Right, non-LPAE systems indeed have a bigger problem with
fragmentation here, I hadn't thought of that. Most of the
systems with 4GB RAM (and all of those with more) support
LPAE though, which means they can use the same page table
layout as x86 when when using CONFIG_LPAE=y.
Almost all SoCs prior to ARMv7VE are limited to 2GB of RAM
or less, the only exceptions I can think of are three SoCs
that can use close to 4GB (a small physical address range
is used for MMIO):
- Calxeda highbank
- Hisilicon hip01
- NXP i.MX6D/DP/Q/QP
We can throw the first two under the bus, I'm sure nobody
cares enough, but the i.MX6Q was actually shipped in a
handful of products with 4GB that some users still have:
- Bunnie's Novena Laptop (856 original backers on crowdsupply)
- Solidrun CuBox i4x4 (not the more common i4P)
- Solidrun Hummingboard (early revisions only, later 2GB)

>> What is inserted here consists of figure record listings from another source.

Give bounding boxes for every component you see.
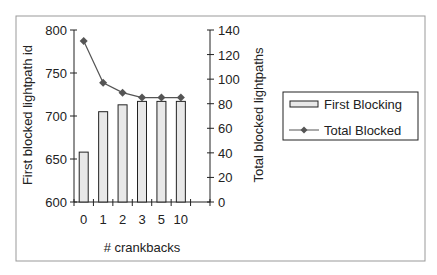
y-right-tick-label: 40 — [218, 146, 232, 161]
x-tick-label: 0 — [80, 212, 87, 227]
y-right-tick-label: 0 — [218, 195, 225, 210]
y-axis-left-label: First blocked lightpath id — [20, 45, 35, 185]
y-right-tick-label: 80 — [218, 97, 232, 112]
bar — [118, 105, 127, 202]
y-left-tick-label: 600 — [45, 195, 67, 210]
legend-bar-swatch — [290, 101, 318, 107]
bar — [157, 101, 166, 202]
y-right-tick-label: 100 — [218, 72, 240, 87]
x-tick-label: 5 — [158, 212, 165, 227]
x-axis-label: # crankbacks — [104, 240, 181, 255]
y-left-tick-label: 800 — [45, 23, 67, 38]
x-tick-label: 10 — [174, 212, 188, 227]
x-tick-label: 3 — [138, 212, 145, 227]
y-axis-right-label: Total blocked lightpaths — [251, 47, 266, 183]
bar — [176, 101, 185, 202]
bar — [79, 152, 88, 202]
y-right-tick-label: 60 — [218, 121, 232, 136]
y-right-tick-label: 20 — [218, 170, 232, 185]
y-right-tick-label: 140 — [218, 23, 240, 38]
legend-first-blocking: First Blocking — [324, 97, 402, 112]
bar — [99, 112, 108, 202]
y-right-tick-label: 120 — [218, 48, 240, 63]
y-left-tick-label: 750 — [45, 66, 67, 81]
x-tick-label: 2 — [119, 212, 126, 227]
chart: 6006507007508000204060801001201400123510… — [0, 0, 437, 275]
x-tick-label: 1 — [100, 212, 107, 227]
y-left-tick-label: 700 — [45, 109, 67, 124]
y-left-tick-label: 650 — [45, 152, 67, 167]
bar — [138, 101, 147, 202]
legend: First Blocking Total Blocked — [283, 92, 418, 140]
legend-total-blocked: Total Blocked — [324, 123, 401, 138]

A couple of other i.MX6Q boards were advertised as supporting
"up to 4GB", but if you tried to buy those, the only ones in
stock anywhere seemed to be limited to 1 or 2 GB. Examples:
- armstone A9r4 (dts not upstream)
- DFI FS053 (dts not upstream)
- VAR-SOM-MX6
[Part of the problem here apparently was availability
and cost of qualified 8Gbit DDR3 chips.]
Do you know of any other SoCs or boards in that category?

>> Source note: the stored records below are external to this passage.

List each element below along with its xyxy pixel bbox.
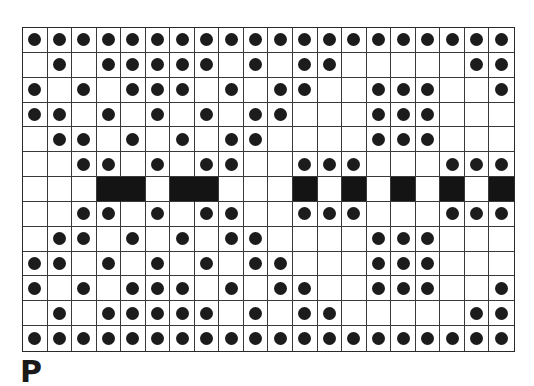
empty-cell [440,53,465,78]
dot-icon [446,332,459,345]
dot-cell [219,78,244,103]
dot-cell [146,78,171,103]
dot-cell [97,53,122,78]
empty-cell [23,53,48,78]
dot-icon [151,58,164,71]
dot-pattern-grid [22,27,515,352]
dot-icon [225,83,238,96]
empty-cell [48,152,73,177]
dot-icon [372,33,385,46]
dot-icon [298,307,311,320]
empty-cell [391,301,416,326]
empty-cell [268,301,293,326]
dot-icon [176,232,189,245]
dot-cell [268,326,293,351]
dot-cell [195,252,220,277]
empty-cell [97,227,122,252]
dot-icon [53,108,66,121]
empty-cell [440,127,465,152]
dot-icon [28,282,41,295]
empty-cell [489,252,514,277]
dot-cell [465,152,490,177]
dot-icon [28,33,41,46]
dot-icon [372,108,385,121]
empty-cell [440,103,465,128]
empty-cell [170,152,195,177]
empty-cell [195,78,220,103]
dot-cell [72,326,97,351]
dot-cell [440,202,465,227]
dot-cell [97,202,122,227]
dot-cell [489,152,514,177]
empty-cell [416,177,441,202]
empty-cell [121,152,146,177]
dot-cell [268,103,293,128]
dot-cell [367,227,392,252]
empty-cell [318,78,343,103]
dot-icon [274,83,287,96]
dot-icon [102,332,115,345]
dot-cell [391,252,416,277]
dot-icon [77,33,90,46]
empty-cell [170,202,195,227]
empty-cell [465,252,490,277]
empty-cell [23,152,48,177]
dot-cell [318,326,343,351]
dot-icon [298,207,311,220]
dot-cell [391,227,416,252]
dot-cell [121,53,146,78]
dot-cell [342,28,367,53]
dot-cell [293,53,318,78]
dot-icon [200,257,213,270]
dot-icon [53,232,66,245]
empty-cell [268,227,293,252]
dot-cell [146,252,171,277]
dot-icon [372,133,385,146]
empty-cell [318,227,343,252]
empty-cell [342,127,367,152]
dot-icon [298,83,311,96]
dot-cell [195,326,220,351]
dot-cell [268,78,293,103]
dot-icon [102,33,115,46]
empty-cell [440,252,465,277]
dot-cell [293,202,318,227]
empty-cell [318,252,343,277]
dot-icon [470,58,483,71]
black-block-cell [195,177,220,202]
dot-cell [121,78,146,103]
dot-icon [151,83,164,96]
dot-cell [244,301,269,326]
dot-cell [146,301,171,326]
dot-icon [347,207,360,220]
empty-cell [268,152,293,177]
empty-cell [465,103,490,128]
dot-cell [318,301,343,326]
empty-cell [440,301,465,326]
dot-icon [397,332,410,345]
dot-cell [268,28,293,53]
empty-cell [219,103,244,128]
dot-icon [53,332,66,345]
dot-cell [244,28,269,53]
empty-cell [318,276,343,301]
dot-cell [293,152,318,177]
empty-cell [489,103,514,128]
dot-icon [470,332,483,345]
dot-icon [151,33,164,46]
dot-cell [416,78,441,103]
dot-cell [72,276,97,301]
empty-cell [440,276,465,301]
dot-cell [219,227,244,252]
dot-icon [397,232,410,245]
dot-cell [391,276,416,301]
dot-icon [446,158,459,171]
dot-icon [372,282,385,295]
dot-cell [318,53,343,78]
dot-cell [23,28,48,53]
dot-cell [293,78,318,103]
black-block-cell [121,177,146,202]
dot-cell [72,227,97,252]
dot-cell [489,276,514,301]
dot-icon [421,332,434,345]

My feeling so far is that none of these are show-stoppers:
- The 4GB/8GB boards with LPAE don't have the added problem
of fragmentation with order-2 page table allocations.
They can run low on lowmem with CONFIG_VMSPLIT_3G, but
as Sebastian cited, HIGHPTE is not likely to be the
breaking point for them. These were mainly built around
2012-2013 (before 64-bit became available) as high-end
SoCs and are reaching the end of their commercial life.
- The 4GB boards without LPAE are also 10+ years old by now
and were fairly rare even then. These would suffer the
most from the fragmentation though.
- The 2GB boards with or without LPAE can theoretically
avoid HIGHMEM entirely by using CONFIG_VMSPLIT_2G_OPT.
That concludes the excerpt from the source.